Idiot/Savant blogs on corruption in Australia as opposed to New Zealand.
Meanwhile, over the ditch, former Queensland Cabinet Minister Gordon Nuttall has just been convicted on 36 charges of receiving secret commissions while in office and sentenced to seven years. And he’s not the first. He’s the fifth Queensland Cabinet Minister to be jailed for corruption (four were jailed as a result of the Fitzgerald Inquiry) – and that’s just Queensland. Other Ministers have been jailed for corruption in New South Wales, where Corrections Minister Rex Jackson took bribes to let people out of jail, and Western Australia, where two former Premiers and a former Deputy Premier were jailed after a Royal Commission into corruption.
While we have a lot in common, this is a fundamental difference between our two countries. Despite the [concerns raised by blogs I/S disagrees with], New Zealand is fundamentally not a corrupt country. Meanwhile, tight connections between business and government mean that high-level political corruption is endemic in parts of Australia. So how did things manage to go so wrong over there?
But wait, what is the Fitzgerald Inquiry?
The Fitzgerald Inquiry into Queensland Police corruption was a judicial inquiry presided over by Tony Fitzgerald QC. The inquiry was established in response to a series of articles on high-level police corruption in The Courier-Mail by reporter Phil Dickie, followed by a Four Corners report, aired on 11 May 1987, entitled “The Moonlight State” with reporter Chris Masters. With Queensland‘s Premier of 18 years, Sir Joh Bjelke-Petersen, out of the state, his deputy Bill Gunn ordered a commission of inquiry.
Wait… isn’t a comission like that exactly what the right of the blogosphere has been asking for?
Pointing to lack of prosecutions or convictions for corruption is idiotic – the fact is we’ve just assumed that we’re less corrupt, and there hasn’t been the political will to look at the evidence that has been piling up.
Now, if we had had such commissions and found no corruption, then Idiot/Savant might have a case. But we haven’t.
Oh, perhaps such a commission might be setup to address the concerns raised by this blogger?
Unfortunately, there is nothing the Electoral Commission can do about it. When they drafted the law back in 1993, politicians included a cosy little out for themselves in the form of a six month time limit on prosecutions. It’s been more than six months since the donation in question was made, so no charges can be brought. And so Winston and his cronies get to walk on this one, despite pissing on the law and our democracy for years.
There is however something the public can do about it, and that is don’t vote for New Zealand First. By their actions they have shown themselves to be deeply corrupt, not to mention grossly hypocritical. And we should remember that at election time.
Does this make I/S a member of the “sewer”? Or just “grossly hypocritical”?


_ASSIGNMENT_. Every record here needs to be written out again exactly.

_INPUT FOR THIS TASK_.

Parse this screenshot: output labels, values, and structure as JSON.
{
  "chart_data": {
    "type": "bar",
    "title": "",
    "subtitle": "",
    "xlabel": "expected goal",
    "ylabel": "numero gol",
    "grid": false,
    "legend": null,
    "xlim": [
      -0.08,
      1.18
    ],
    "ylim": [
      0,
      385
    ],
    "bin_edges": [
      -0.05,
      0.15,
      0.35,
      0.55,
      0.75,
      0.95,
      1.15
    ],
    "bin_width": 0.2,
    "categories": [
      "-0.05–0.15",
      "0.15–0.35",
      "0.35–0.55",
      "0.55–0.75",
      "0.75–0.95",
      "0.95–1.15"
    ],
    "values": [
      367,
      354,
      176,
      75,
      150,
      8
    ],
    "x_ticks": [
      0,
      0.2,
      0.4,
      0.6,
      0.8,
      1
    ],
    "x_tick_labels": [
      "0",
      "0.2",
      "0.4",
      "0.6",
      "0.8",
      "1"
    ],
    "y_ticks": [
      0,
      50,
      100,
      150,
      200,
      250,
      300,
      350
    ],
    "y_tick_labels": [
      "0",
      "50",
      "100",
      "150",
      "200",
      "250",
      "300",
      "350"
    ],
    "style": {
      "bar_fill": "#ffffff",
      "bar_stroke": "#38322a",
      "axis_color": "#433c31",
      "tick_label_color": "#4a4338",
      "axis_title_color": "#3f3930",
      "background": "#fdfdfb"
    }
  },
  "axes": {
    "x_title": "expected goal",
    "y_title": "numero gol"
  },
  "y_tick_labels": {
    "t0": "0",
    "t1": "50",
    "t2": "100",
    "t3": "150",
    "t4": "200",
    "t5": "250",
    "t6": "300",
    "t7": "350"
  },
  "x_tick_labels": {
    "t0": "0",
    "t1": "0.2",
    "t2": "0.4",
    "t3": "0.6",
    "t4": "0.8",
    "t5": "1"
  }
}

_COMPLETED TASK_.
Parse this screenshot: output labels, values, and structure as JSON.
{
  "chart_data": {
    "type": "bar",
    "title": "",
    "subtitle": "",
    "xlabel": "expected goal",
    "ylabel": "numero gol",
    "grid": false,
    "legend": null,
    "xlim": [
      -0.08,
      1.18
    ],
    "ylim": [
      0,
      385
    ],
    "bin_edges": [
      -0.05,
      0.15,
      0.35,
      0.55,
      0.75,
      0.95,
      1.15
    ],
    "bin_width": 0.2,
    "categories": [
      "-0.05–0.15",
      "0.15–0.35",
      "0.35–0.55",
      "0.55–0.75",
      "0.75–0.95",
      "0.95–1.15"
    ],
    "values": [
      367,
      354,
      176,
      75,
      150,
      8
    ],
    "x_ticks": [
      0,
      0.2,
      0.4,
      0.6,
      0.8,
      1
    ],
    "x_tick_labels": [
      "0",
      "0.2",
      "0.4",
      "0.6",
      "0.8",
      "1"
    ],
    "y_ticks": [
      0,
      50,
      100,
      150,
      200,
      250,
      300,
      350
    ],
    "y_tick_labels": [
      "0",
      "50",
      "100",
      "150",
      "200",
      "250",
      "300",
      "350"
    ],
    "style": {
      "bar_fill": "#ffffff",
      "bar_stroke": "#38322a",
      "axis_color": "#433c31",
      "tick_label_color": "#4a4338",
      "axis_title_color": "#3f3930",
      "background": "#fdfdfb"
    }
  },
  "axes": {
    "x_title": "expected goal",
    "y_title": "numero gol"
  },
  "y_tick_labels": {
    "t0": "0",
    "t1": "50",
    "t2": "100",
    "t3": "150",
    "t4": "200",
    "t5": "250",
    "t6": "300",
    "t7": "350"
  },
  "x_tick_labels": {
    "t0": "0",
    "t1": "0.2",
    "t2": "0.4",
    "t3": "0.6",
    "t4": "0.8",
    "t5": "1"
  }
}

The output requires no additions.